I had begun to be curious about the Indigenous religious festivals of this island, of the ways of worship that pre-dated Christianity. I knew very little about what rituals and ceremonies there might have been on the islands of my childhood, but imagined that they would have been rooted in that very different landscape from which I was now cut off. So I turned to the old rituals of this island on which I was trying to build my home.

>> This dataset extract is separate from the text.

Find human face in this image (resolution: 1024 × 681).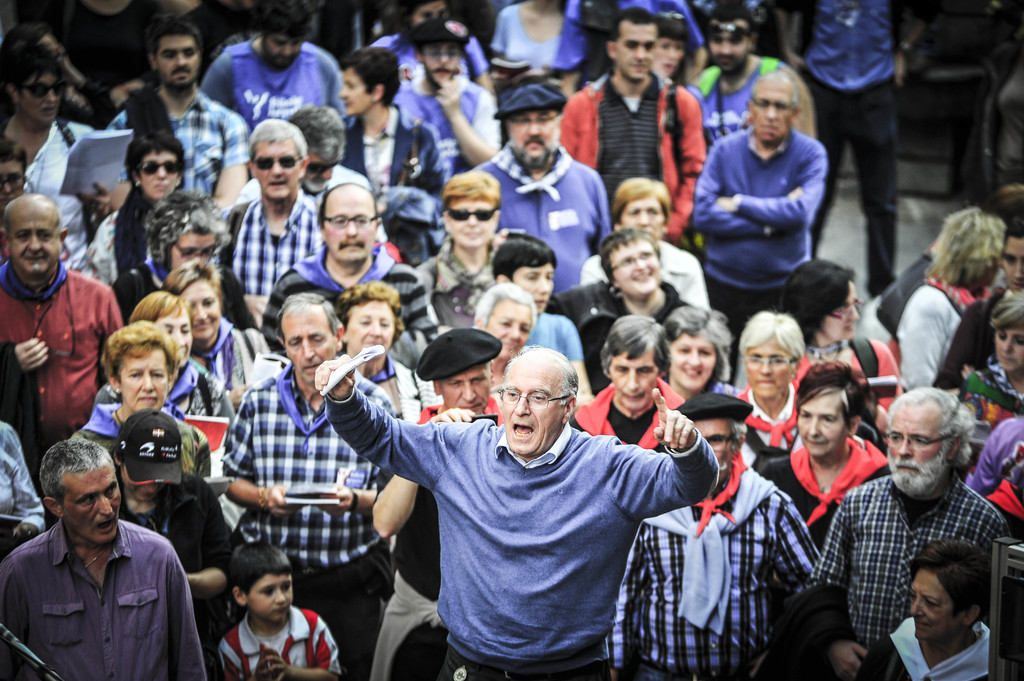
pyautogui.locateOnScreen(286, 310, 330, 382).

I was intrigued by the Celtic wheel of the year, and the way it seemed to punctuate even the darkest times with regular points of light. It was an ancient calendar that marked eight annual points with seasonal celebrations. I had a growing sense that leaning into the seasons, embracing even the cold and dark ones that I dreaded, might help my sense of belonging and connection to this place. I started venturing out into the landscape every six weeks with Oli and the children, seeking in some informal way to mark that point in the year. We took small picnics, gathered flowers or leaves, fruit or twigs, and used them to make something beautiful. I was taken by the stories of the goddesses, intimately intertwined with the elements and the plants, powerful mythical figures deserving of worship in their own right, unlike the subservient image of Mother Mary.

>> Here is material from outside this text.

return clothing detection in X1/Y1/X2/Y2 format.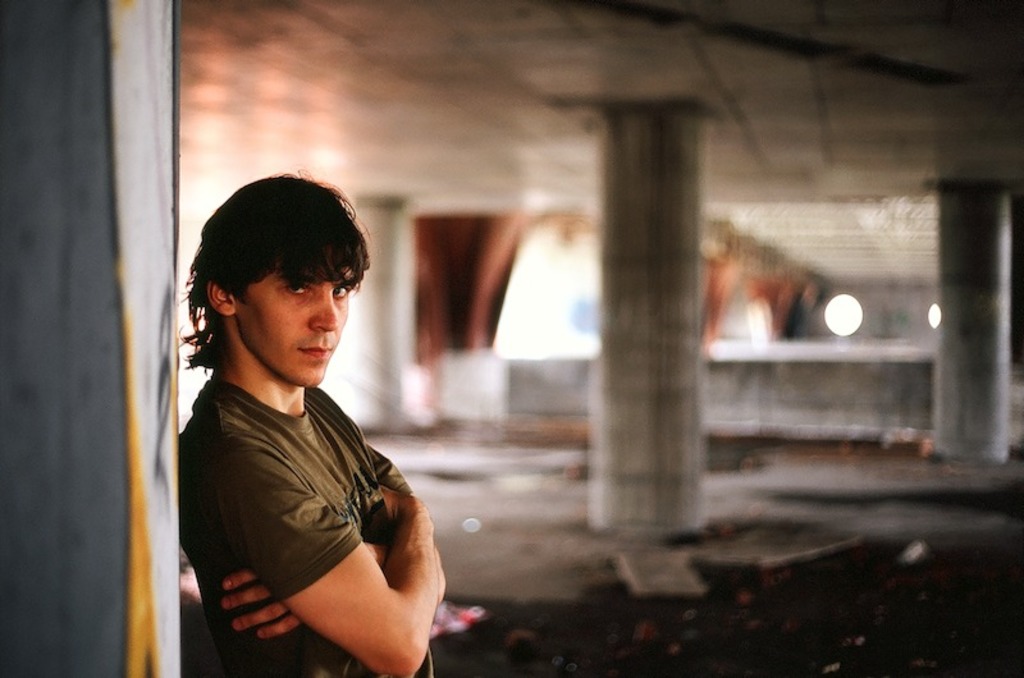
180/370/454/677.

Ēostre, spring goddess of the festival Ostara, held at the vernal equinox. A time of the renewal and re-emergence of life after the death of winter, a celebration of fertility. I held a wordless plea in the silence of my mind, standing in a Christian church but directing my unformed thought, my bodily desire, to much more ancient forces. A prayer that my womb might hold the baby to come from the IVF cycle we were due to start at my next period. A hope for my fecundity.
There is debate as to whether Ēostre was a truly ancient pagan deity or simply invented in the ninth century by Bede. But the two lines on the strip of plastic that lay before my disbelieving eyes a couple of weeks later restored my bodily faith. My womb was a home to that baby; the magic of Easter gave birth to my son.
Some of you have kindly asked how you might support my writing. Your time and attention on my words is a priceless gift in itself. But if you would like to encourage my writing in other ways, please consider pre-ordering my book, Uprooting, for yourself or a friend. Which feels a strange thing to ask in this economy. Perhaps you could let others know about it, or ask your local library to get a copy. It will be out in the world on August 3rd, to lead a new life of its own. I hope you will love it.
What a benediction to read this on Easter morning. Your writing touches me, as a woman, a writer, a raised Catholic atheist who finds religion in the sun and soil, in the coaxing of life out of seeds. Thank you. I can not wait to savor your words in a book.